American Fascism Must Hide Behind Democracy
I'm not sure the Citizen Kane comparisons are quite fair. And I don't just mean because I don't think it's fair to compare much of anything to Citizen Kane. I'm thinking more along the lines of how the story doesn't even line up with Kane as well as does the one of that
one Mexican wrestling movie I watched. There are a few similarities, and we'll get into those in a minute, but there are more differences. The issue seems to be a similarity of plot structure and a character who gets into politics for reasons other than the best interests of his fellow citizens. And let's face it, there are plenty of stories about that which don't have much to do with Kane. And given how badly Kane did in its initial release, I'm not sure any studio would risk copying it so soon. As it was, the movie was uncommercial enough, even given it was the early days of World War I.
War hero Robert Forrest has died in an accident, having driven off a bridge which went out in a storm. His wife, Christine (Katharine Hepburn), is refusing to talk to reporters and has shut herself up in the family estate. Steven O'Malley (Spencer Tracy), who has been reporting on the war in Europe, comes back to the US with the plan of writing about the "true" Robert Forrest. The hero of millions. And this isn't intended to be some kind of hatchet job; he sees Forrest as having been a great man who was what the country needed in a time of crisis, and he wants to immortalize that man as war sweeps the world. Only when he finally gets in to see Christine, thanks to Charming Urchin Jeb Rickards (Darryl Hickman), he discovers that there is something going on which the public knew nothing about. There was more to Robert Forrest than the hero of the Ardennes and inspiration to youth everywhere. For one thing, it turns out his mother (Margaret Wycherly) was secretly alive and living on the property.
So here's where it's like Kane. Robert Forrest, a complicated man of uncertain past, is dead. A reporter tries to piece together his life by talking to those who knew him. And . . . that's pretty much it. For one thing, O'Malley isn't much interested in Forrest's childhood. He's really only trying to piece together one night. He talks to fewer people, and the people he talks to have more interest in keeping what they know secret. It isn't even just that they're trying to preserve his image; most of the people here are trying to preserve his secret. And while Charles Foster Kane had secrets, he had secrets that he was trying to keep from everyone. Robert Forrest had an inner circle who knew the truth, and from the outset, they put up a united front against Stevie O'Malley. There were those devoted to Charles Foster Kane, but they didn't know the real man any more than anyone else did--and didn't much like each other, either.
What's more, that unfair comparison only serves to take away from the real blessings of this movie. As it was made, the United States was just beginning a horrible war with an enemy as much philosophical as martial. It was a war many in the country had spent years trying to avoid--and not in the way that those campaigning for peace did but by simply trying to prevent the United States from entering. After all, people in Europe and Asia had already been at war for some time. And one of the things American propaganda would begin to teach, and had even before Pearl Harbor, was the differences between Us and Them. Robert Forrest's dark secret was one that was shared by many Americans, and it is important to US history that the people begin to see that women like Christine Forrest--brave and strong, loving and patriotic--could choose their country when they thought they were betrayed by a man whose values and beliefs were antithetical to what he'd said he stood for. She is American Womanhood, and she's Anti-Fascist.
She is, however, not entirely suited toward being played by Katharine Hepburn, and that was the problem with wartime movies. With actors, you took what you could get. It's arguably true that, had John Wayne actually gone to war instead of just acting in war movies, he might not have a career left when he came back. But the big-name stars were all off overseas, and John Wayne, among others, filled the gaps. Scripts were mostly about the war or else intended to take people's minds off the war. And Spencer Tracy did do a good job in playing the serious investigative reporter, a man who's seen war and knows what the dark side of it looks like. He's believable as a man who sees the US as a shining beacon against fascism. And so forth. And it's true that he was great with Hepburn. We just today picked up the complete set of the movies they made together, and while some, like this one, will be new adventures, others will be old friends. But this is definitely not the best of the lot, because it's forced into a shape the Tracy/Hepburn relationship just didn't fit.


WORK REQUEST.
Check each line of the records below for the word "Image" and give the number of lines that have it, with nothing added.

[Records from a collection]
= Beginning of Section =

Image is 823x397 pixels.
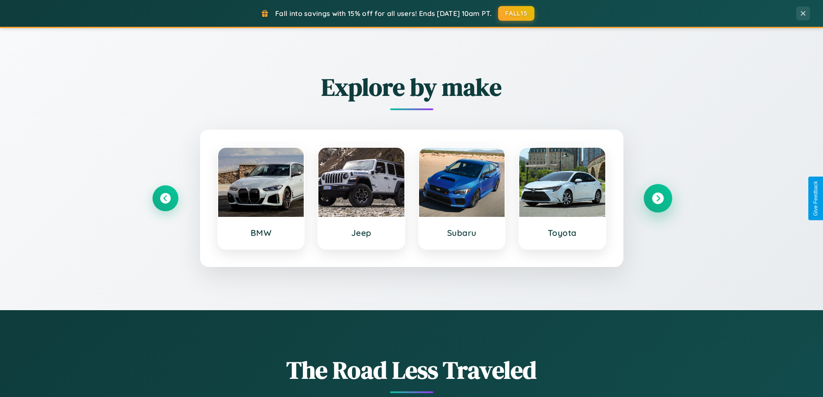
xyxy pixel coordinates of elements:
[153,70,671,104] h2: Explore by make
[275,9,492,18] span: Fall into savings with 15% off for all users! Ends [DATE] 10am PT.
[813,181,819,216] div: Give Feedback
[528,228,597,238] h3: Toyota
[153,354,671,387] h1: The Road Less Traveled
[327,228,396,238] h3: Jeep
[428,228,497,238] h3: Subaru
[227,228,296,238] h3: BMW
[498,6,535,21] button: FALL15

= End of Section =
= Beginning of Section =

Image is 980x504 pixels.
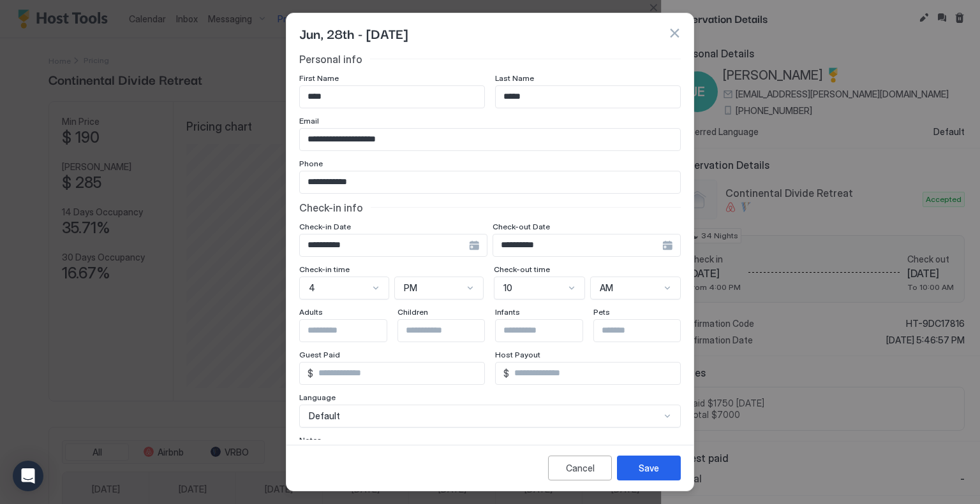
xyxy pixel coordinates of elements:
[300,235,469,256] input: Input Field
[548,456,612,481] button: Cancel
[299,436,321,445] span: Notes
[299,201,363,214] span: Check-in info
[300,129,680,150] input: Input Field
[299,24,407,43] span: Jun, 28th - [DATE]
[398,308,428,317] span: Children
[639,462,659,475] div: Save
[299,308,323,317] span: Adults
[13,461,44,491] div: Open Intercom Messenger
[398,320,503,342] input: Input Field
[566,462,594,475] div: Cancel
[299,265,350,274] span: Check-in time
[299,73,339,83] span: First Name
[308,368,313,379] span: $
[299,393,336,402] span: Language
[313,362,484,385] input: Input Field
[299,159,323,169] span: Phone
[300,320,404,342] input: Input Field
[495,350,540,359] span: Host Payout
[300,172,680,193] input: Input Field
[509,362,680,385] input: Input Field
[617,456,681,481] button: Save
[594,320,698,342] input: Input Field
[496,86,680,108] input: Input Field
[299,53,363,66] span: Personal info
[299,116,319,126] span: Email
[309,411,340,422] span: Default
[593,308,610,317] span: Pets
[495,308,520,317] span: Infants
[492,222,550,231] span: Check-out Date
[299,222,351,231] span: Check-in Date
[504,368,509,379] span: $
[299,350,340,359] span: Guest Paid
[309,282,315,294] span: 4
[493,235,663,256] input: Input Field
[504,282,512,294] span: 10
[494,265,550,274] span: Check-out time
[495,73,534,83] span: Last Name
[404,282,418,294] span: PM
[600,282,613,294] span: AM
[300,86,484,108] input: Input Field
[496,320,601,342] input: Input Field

= End of Section =

EXPECTED ANSWER.
2